Tonight on TV: This film is “the spaghetti western par excellence” and could have had a sequel

Tonight on TV: This film is “the spaghetti western par excellence” and could have had a sequel



The Good, the Bad and the Ugly : Sergio Leone’s masterpiece

When talking about the spaghetti western genre it’s hard not to think of it first Sergio Leonewho directed the most famous and important films in the history of cinema. In fact, despite a short filmography (eight films to his credit), we owe the filmmaker several monuments, starting with his Dollar trilogy: For a handful of dollars (1964), And for a few dollars more (1965) and The Good, the Bad and the Ugly (1966). Quentin Tarantino recently stated that he believes these three films “what no other trilogy has ever managed to do“, that is to say that each feature film manages to be better than the previous one. In this, we can say that The Good, the Bad and the Ugly is the last masterpiece of this trilogy.

The Good, the Bad and the Ugly ©Les Artistes Associés
The Good, the Bad and the Ugly ©Les Artistes Associés

The film is set in the midst of the Civil War (which places it chronologically before the first two works). We find there Clint Eastwood as the “man with no name,” nicknamed Blondin by his accomplice Tuco, played by Eli Wallach. Together, they develop a scam in which Blondin delivers Tuco to the town sheriff for a reward, before saving him from hanging. Only, Tuco begins to tire of being the one with the rope around his neck.

The two men then separate, but not on good terms. Their reunion will be particularly violent, with Tuco forcing Blondin to walk in the desert. Until the moment in which Blondin hears the last words of a soldier who tells him the location of a treasure. Tuco will then do everything to be forgiven, but without counting on their meeting Sentence (Lee Van Cleef)who also wants to get hold of the gold.

A great success that continues to please

The Good, the Bad and the Ugly It differs from the two previous works of his cynical view of war. Since the protagonists do not belong to any faction, Sergio Leone makes the conflict and the death of men even more absurd. One sequence in particular indicates this, when Blondin and Tuco find themselves in the middle of a fight Confederate and Union forces fight on a bridgeThe dead pile up on both sides, and Blondin also responds: “I have never seen so many people die beforeEven the captain of the North will no longer support this massacre. Before dying he asks the two men to destroy the bridge for all this to end. The scene of the explosion, particularly suggestive, almost turned into a tragedy.

If the press had not been unanimous when the film was released (spaghetti westerns were not well regarded at the time), The Good, the Bad and the Ugly is today considered a referenceand its impact on pop culture it’s obvious. The band Metallica uses, for example, this song in the introduction to their concerts The Ecstasy of Gold composed by Ennio Morricone.

The success of the feature film worldwide has been impressive, with over 11.3 million viewers in Italy, or even more. 6.3 million viewers in France. For some, like Seattle’s Sean Axmaker Post-intelligenceAnd “spaghetti western par excellence“, while Jean-François Rauger of World he wrote on the occasion of a rebroadcast of the film that it is a “model of intelligence, virtuosity, humor and baroque violence, (which) masterfully closes the famous Dollar trilogy“.

The expected sequel

This conclusion may not have stopped there. Given the immense success of the film, It was considered a sequelexplain ScreenRant (which quotes the book Dictionary of the Italian Western by Marco Giusti). Not directly from Sergio Leone, who would have tackled another trilogy (Once upon a time…), but by the screenwriter Luciano Vincenzoni who would have written the screenplay for a feature film set in 20 years later The Good, the Bad and the Ugly.

The idea then was to find Tuco chasing Blondin’s (dead) nephew in hopes of recovering Confederate gold. Eli Wallach would be contacted, as would Clint Eastwood the narrator of the work. But Sergio Leone preferred to withdraw from this project to distance himself from the western genre. And without his approval, the project was abandoned. Which is certainly better given the perfection of the The Good, the Bad and the Ugly.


Required work: Omit every picture. Return all other data as it stands.

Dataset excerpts
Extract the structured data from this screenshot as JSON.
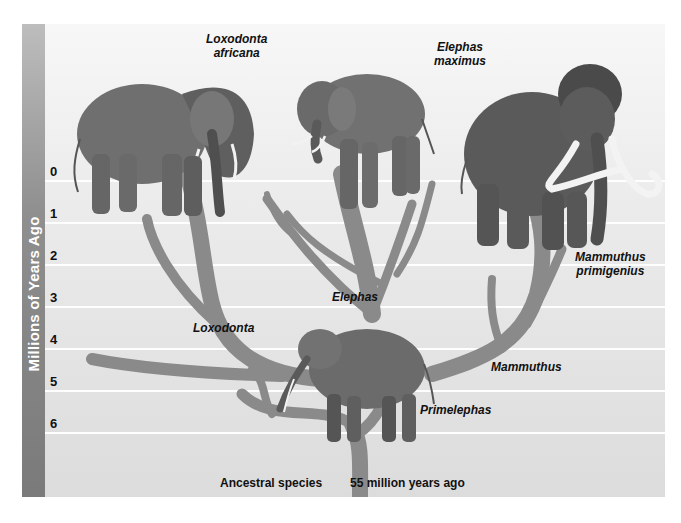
{
  "figure": {
    "axis_title": "Millions of Years Ago",
    "ticks": [
      "0",
      "1",
      "2",
      "3",
      "4",
      "5",
      "6"
    ],
    "species": [
      {
        "line1": "Loxodonta",
        "line2": "africana"
      },
      {
        "line1": "Elephas",
        "line2": "maximus"
      },
      {
        "line1": "Mammuthus",
        "line2": "primigenius"
      }
    ],
    "lineages": {
      "loxodonta": "Loxodonta",
      "elephas": "Elephas",
      "mammuthus": "Mammuthus",
      "primelephas": "Primelephas"
    },
    "captions": {
      "ancestral": "Ancestral species",
      "age": "55 million years ago"
    },
    "colors": {
      "branch": "#8a8a8a",
      "axis_bar": "#8f8f8f",
      "gridline": "#ffffff",
      "background": "#e6e6e6"
    }
  }
}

Result of the exercise:
Extract the structured data from this screenshot as JSON.
{
  "figure": {
    "axis_title": "Millions of Years Ago",
    "ticks": [
      "0",
      "1",
      "2",
      "3",
      "4",
      "5",
      "6"
    ],
    "species": [
      {
        "line1": "Loxodonta",
        "line2": "africana"
      },
      {
        "line1": "Elephas",
        "line2": "maximus"
      },
      {
        "line1": "Mammuthus",
        "line2": "primigenius"
      }
    ],
    "lineages": {
      "loxodonta": "Loxodonta",
      "elephas": "Elephas",
      "mammuthus": "Mammuthus",
      "primelephas": "Primelephas"
    },
    "captions": {
      "ancestral": "Ancestral species",
      "age": "55 million years ago"
    },
    "colors": {
      "branch": "#8a8a8a",
      "axis_bar": "#8f8f8f",
      "gridline": "#ffffff",
      "background": "#e6e6e6"
    }
  }
}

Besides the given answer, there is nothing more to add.